4 Scientists Fight Funding Of Idaho N-Waste Research
Four nuclear scientists are siding with the chairman of the House Budget Committee and against Gov. Phil Batt on a radioactive waste treatment program the governor sees as critical to federal compliance with his unprecedented nuclear waste deal.
The scientists have urged key members of Congress to cut off cash for pyroprocessing research by Argonne National Laboratory at the Idaho National Engineering and Environmental Laboratory.
They call it a dangerous waste of tax money. Advocates claim pyroprocessing can stabilize spent fuel so that it can eventually be moved out of Idaho as Batt’s 1995 deal requires.
“We find this claim to be highly questionable,” physicists Frank Von Hippel and Thomas Cochran, chemist James Warf and engineer Peter Johnson wrote in a letter to key members of Congress.
“In fact, pyroprocessing would produce new waste forms that have not been evaluated with regard to their stability over the long term or to their acceptability in a geologic repository,” they wrote.
In January, House Budget Chairman John Kasich, R-Ohio, included the pyroprocessing research on a list of 12 “corporate welfare” programs that wasted federal money and should be slashed from the budget.
Argonne scientists are working on a process to separate reactive sodium that cannot be buried in whatever permanent dump the government establishes from the radioactive spent fuel that can.
Batt acknowledged in his own pitch to preserve the $25-million-a-year research program that nothing can legally stop Congress from killing the project. But he warned that without it, some of the waste will not be processed for permanent disposal and therefore could not be removed from INEEL as the waste agreement calls for.
And once a deadline for removal is missed, the governor pointed out, access to INEEL for temporary storage of additional Energy Department nuclear waste through 2036 will be cut off.
Batt’s letter had no effect as a Kasich spokesman said the congressman intended to move against it and the other 11 programs outlined.
The support from the four scientists appeared to only reinforce that resolve.
Critics contend pyroprocessing sabotages U.S. efforts to discourage nuclear bomb-making worldwide because weapons-usable uranium is extracted from the fuel.
Argonne scientists counter that a hostile nation or terrorists possessing the technology could pull weapons-usable uranium out of the process in midstream, but even then they would have only enough to yield a weak albeit extremely radioactive device that could not be handled without heavy radiation shielding.
Officials said there are far easier ways to extract weapons-usable uranium or plutonium from nuclear fuel.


> _ASSIGNMENT_:
Would you transcribe the whole listing exactly and drop its images?

> _RECORD EXCERPTS_:
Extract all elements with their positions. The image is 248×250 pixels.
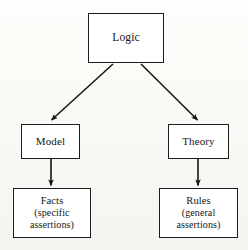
node-facts-label-0: Facts [41,195,64,207]
node-rules-label-2: assertions) [177,219,221,231]
node-facts-label-2: assertions) [30,219,74,231]
node-rules-label-1: (general [182,207,216,219]
node-theory-label-0: Theory [182,135,214,148]
node-facts: Facts (specific assertions) [13,188,91,238]
node-rules-label-0: Rules [186,195,210,207]
edge-logic-to-theory [141,64,198,120]
node-theory: Theory [168,124,229,159]
diagram-canvas: Logic Model Theory Facts (specific asser… [0,0,248,250]
node-facts-label-1: (specific [34,207,69,219]
node-logic-label-0: Logic [112,31,139,45]
edge-logic-to-model [52,64,114,120]
node-model: Model [21,124,80,159]
node-model-label-0: Model [36,135,65,148]
node-rules: Rules (general assertions) [159,188,238,238]
node-logic: Logic [88,13,164,63]
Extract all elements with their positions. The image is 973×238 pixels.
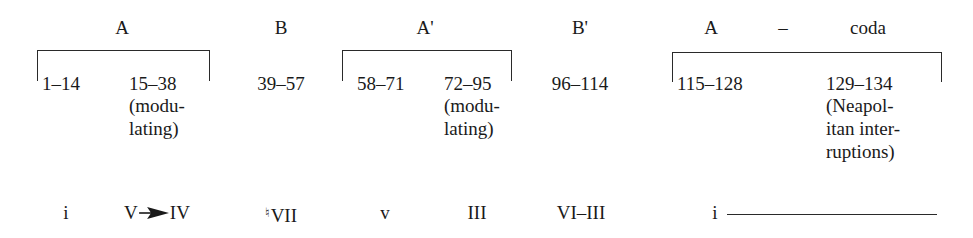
natural-sign-icon: ♮: [265, 205, 270, 220]
note-line: (modu-: [444, 94, 500, 117]
note-line: (modu-: [129, 94, 185, 117]
measure-range: 72–95: [444, 72, 492, 95]
key-to: IV: [170, 202, 190, 223]
section-label-b: B: [275, 16, 288, 39]
note-line: lating): [129, 117, 185, 140]
measure-range: 15–38: [129, 72, 177, 95]
key-label: III: [468, 201, 487, 224]
key-label: v: [380, 201, 390, 224]
continuation-line: [727, 214, 937, 215]
note-line: lating): [444, 117, 500, 140]
key-progression: V IV: [124, 201, 190, 224]
measure-range: 1–14: [42, 72, 80, 95]
section-label-coda: coda: [850, 16, 886, 39]
section-label-a: A: [115, 16, 129, 39]
key-label: i: [63, 201, 68, 224]
note-line: itan inter-: [826, 117, 900, 140]
section-label-a-prime: A': [416, 16, 433, 39]
measure-range: 58–71: [357, 72, 405, 95]
measure-note: (modu- lating): [444, 94, 500, 140]
section-dash: –: [778, 16, 788, 39]
key-from: V: [124, 202, 138, 223]
key-label: ♮VII: [265, 201, 297, 227]
measure-range: 96–114: [552, 72, 608, 95]
note-line: ruptions): [826, 140, 900, 163]
key-label: VI–III: [557, 201, 606, 224]
arrow-right-icon: [139, 206, 169, 220]
measure-note: (modu- lating): [129, 94, 185, 140]
section-label-a-return: A: [704, 16, 718, 39]
key-label: i: [712, 201, 717, 224]
note-line: (Neapol-: [826, 94, 900, 117]
section-label-b-prime: B': [572, 16, 588, 39]
measure-range: 39–57: [257, 72, 305, 95]
measure-note: (Neapol- itan inter- ruptions): [826, 94, 900, 163]
key-numeral: VII: [271, 205, 297, 226]
measure-range: 129–134: [826, 72, 893, 95]
measure-range: 115–128: [677, 72, 743, 95]
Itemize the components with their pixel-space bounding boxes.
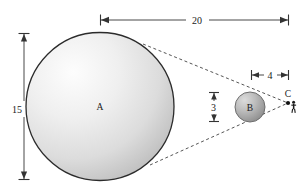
dimension-20-label: 20	[192, 15, 202, 26]
dimension-3-label: 3	[211, 102, 216, 113]
dimension-4: 4	[251, 68, 289, 82]
sphere-a: A	[26, 33, 174, 181]
sphere-b-label: B	[247, 103, 253, 113]
dimension-20-arrow-right	[280, 17, 288, 23]
dimension-3-arrow-bottom	[211, 115, 217, 122]
dimension-3: 3	[208, 92, 220, 122]
observer-figure-icon	[291, 101, 296, 113]
dimension-15-label: 15	[12, 104, 22, 115]
dimension-15-arrow-top	[21, 34, 27, 42]
dimension-3-arrow-top	[211, 93, 217, 100]
dimension-20-arrow-left	[101, 17, 109, 23]
point-c-group: C	[285, 89, 296, 113]
dimension-20: 20	[100, 12, 289, 27]
sphere-a-label: A	[97, 102, 104, 112]
diagram-canvas: A B C 20	[0, 0, 305, 188]
dimension-4-label: 4	[268, 70, 273, 81]
dimension-4-arrow-right	[281, 72, 288, 78]
dimension-15-arrow-bottom	[21, 172, 27, 180]
point-c-marker	[286, 101, 290, 105]
dimension-4-arrow-left	[252, 72, 259, 78]
point-c-label: C	[285, 89, 291, 99]
sphere-b: B	[235, 92, 265, 122]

> _EXERCISE SOLUTION_:
Extract all elements with their positions. The image is 248×250 pixels.
node-facts-label-0: Facts [41,195,64,207]
node-rules-label-2: assertions) [177,219,221,231]
node-facts-label-2: assertions) [30,219,74,231]
node-rules-label-1: (general [182,207,216,219]
node-theory-label-0: Theory [182,135,214,148]
node-facts: Facts (specific assertions) [13,188,91,238]
node-rules-label-0: Rules [186,195,210,207]
edge-logic-to-theory [141,64,198,120]
node-theory: Theory [168,124,229,159]
diagram-canvas: Logic Model Theory Facts (specific asser… [0,0,248,250]
node-facts-label-1: (specific [34,207,69,219]
node-logic-label-0: Logic [112,31,139,45]
edge-logic-to-model [52,64,114,120]
node-model: Model [21,124,80,159]
node-model-label-0: Model [36,135,65,148]
node-rules: Rules (general assertions) [159,188,238,238]
node-logic: Logic [88,13,164,63]
Extract all elements with their positions. The image is 973×238 pixels.
natural-sign-icon: ♮: [265, 205, 270, 220]
note-line: (modu-: [444, 94, 500, 117]
note-line: (modu-: [129, 94, 185, 117]
measure-range: 72–95: [444, 72, 492, 95]
key-to: IV: [170, 202, 190, 223]
section-label-b: B: [275, 16, 288, 39]
note-line: lating): [129, 117, 185, 140]
measure-range: 15–38: [129, 72, 177, 95]
key-label: III: [468, 201, 487, 224]
key-label: v: [380, 201, 390, 224]
continuation-line: [727, 214, 937, 215]
note-line: lating): [444, 117, 500, 140]
key-progression: V IV: [124, 201, 190, 224]
measure-range: 1–14: [42, 72, 80, 95]
section-label-coda: coda: [850, 16, 886, 39]
section-label-a: A: [115, 16, 129, 39]
key-label: i: [63, 201, 68, 224]
note-line: itan inter-: [826, 117, 900, 140]
section-label-a-prime: A': [416, 16, 433, 39]
measure-range: 58–71: [357, 72, 405, 95]
measure-note: (modu- lating): [444, 94, 500, 140]
section-dash: –: [778, 16, 788, 39]
key-from: V: [124, 202, 138, 223]
key-label: ♮VII: [265, 201, 297, 227]
measure-range: 96–114: [552, 72, 608, 95]
note-line: ruptions): [826, 140, 900, 163]
key-label: VI–III: [557, 201, 606, 224]
arrow-right-icon: [139, 206, 169, 220]
measure-note: (modu- lating): [129, 94, 185, 140]
section-label-a-return: A: [704, 16, 718, 39]
key-label: i: [712, 201, 717, 224]
note-line: (Neapol-: [826, 94, 900, 117]
section-label-b-prime: B': [572, 16, 588, 39]
measure-range: 39–57: [257, 72, 305, 95]
measure-note: (Neapol- itan inter- ruptions): [826, 94, 900, 163]
key-numeral: VII: [271, 205, 297, 226]
measure-range: 129–134: [826, 72, 893, 95]
measure-range: 115–128: [677, 72, 743, 95]
Itemize the components with their pixel-space bounding boxes.
dimension-20-label: 20	[192, 15, 202, 26]
dimension-3-label: 3	[211, 102, 216, 113]
dimension-4: 4	[251, 68, 289, 82]
sphere-a: A	[26, 33, 174, 181]
sphere-b-label: B	[247, 103, 253, 113]
dimension-20-arrow-right	[280, 17, 288, 23]
dimension-3-arrow-bottom	[211, 115, 217, 122]
dimension-3: 3	[208, 92, 220, 122]
observer-figure-icon	[291, 101, 296, 113]
dimension-15-label: 15	[12, 104, 22, 115]
dimension-15-arrow-top	[21, 34, 27, 42]
dimension-3-arrow-top	[211, 93, 217, 100]
dimension-20-arrow-left	[101, 17, 109, 23]
point-c-group: C	[285, 89, 296, 113]
dimension-20: 20	[100, 12, 289, 27]
sphere-a-label: A	[97, 102, 104, 112]
diagram-canvas: A B C 20	[0, 0, 305, 188]
dimension-4-label: 4	[268, 70, 273, 81]
dimension-4-arrow-right	[281, 72, 288, 78]
dimension-15-arrow-bottom	[21, 172, 27, 180]
point-c-marker	[286, 101, 290, 105]
dimension-4-arrow-left	[252, 72, 259, 78]
point-c-label: C	[285, 89, 291, 99]
sphere-b: B	[235, 92, 265, 122]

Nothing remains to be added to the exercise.